The other path to digging out these condescending masters of Western Culture is to read their writings and the writings of the “I remember him when….” type, back when what conservatives now call political correctness did not yet form part of the consensus on American values of equality, and you can read their “the Negro is not yet ready to take up the duties and responsibilities of full citizenship” dicta. What gave them their authority to pronounce dicta? Western Civilization to which they and only they were heir to, never mind the Black ministers well-versed in Latin and Greek authors, the professors of literature – always European – at HBCUs.
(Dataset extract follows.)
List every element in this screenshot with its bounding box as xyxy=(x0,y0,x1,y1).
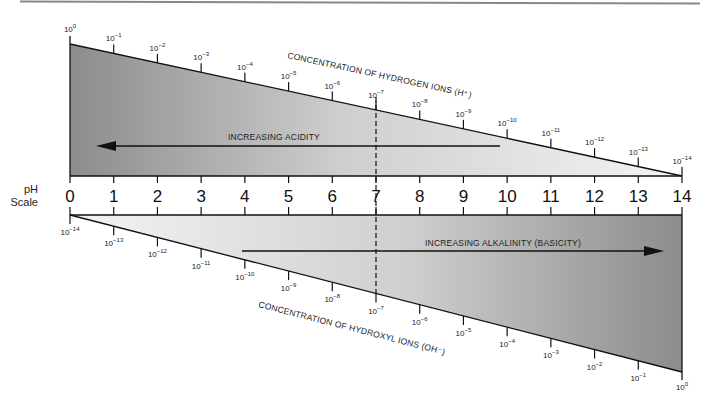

Down to the most basic level, Cohen refers to Obama’s arrogance. Now arrogance is not something I associate with Obama; aloofness, yes. When Boston public schools were torn by racial strife I saw a young White girl interviewed who complained that “the Blacks walk around like they own the place.” Well, two things there: that is call Black style, something just about everybody has been picking up from videos and movies because it is very hip, cool, attractive…. and just how is someone supposed to respond when they know their very presence, their very existence, is an object of hatred? A private prep school education and a full scholarship to Occidental followed by a degree from Columbia and ending at Harvard Law might make someone a bit confidant and self-possessed. But on top of that, in Hawaii and in Chicago for sure Obama assimilated to many aspects of Black culture that were not available to him in his childhood. He capped it off by doing the sine qua non: joining a Black church; that is the seat and source of American Black culture. And no doubt about it, style is a part of that.
I have a picture taken in the South in the 40s or so showing two groups of men standing next to each other, one group White, the other Black. The point of the photo was the role of posture in race relations: the White men were standing erect and the Black men were slouching. Anything less could have led to trouble for “sass.” The powerful scene in In the Heat of the Night, where Sidney Poitier, the Black detective from the North, is waiting for the train on the platform when the sheriff approaches him. Against all custom and common sense, Poitier rises to meet the sheriff eyeball to eyeball, a serious breach of race etiquette. Nowadays anyone under 60 would not notice.
So Obama had the arrogance to epitomize grace and sophistication – even wearing a tan suit – and displayed cultural condescension by not just reading books but by writing them. Silly? Vernon Jordan told the story of taking a summer job in the South for a White lawyer as his house servant. One day the lawyer found Jordan in his library browsing a law book. He asked Jordan if he were interested in the law and Jordan replied that he was a third year law student at DePauw. That night Jordan was serving the lawyer’s guests at dinner when the lawyer asked for attention and then announced that Vernon………. could read! A Negro that could read; that would be a topic of conversation for some time. But it is arrogant of us to think of people like that as being backward. How could we be that way when their White skin gives them a direct pipe line to Aristotle and Voltaire.
But we are culturally condescending.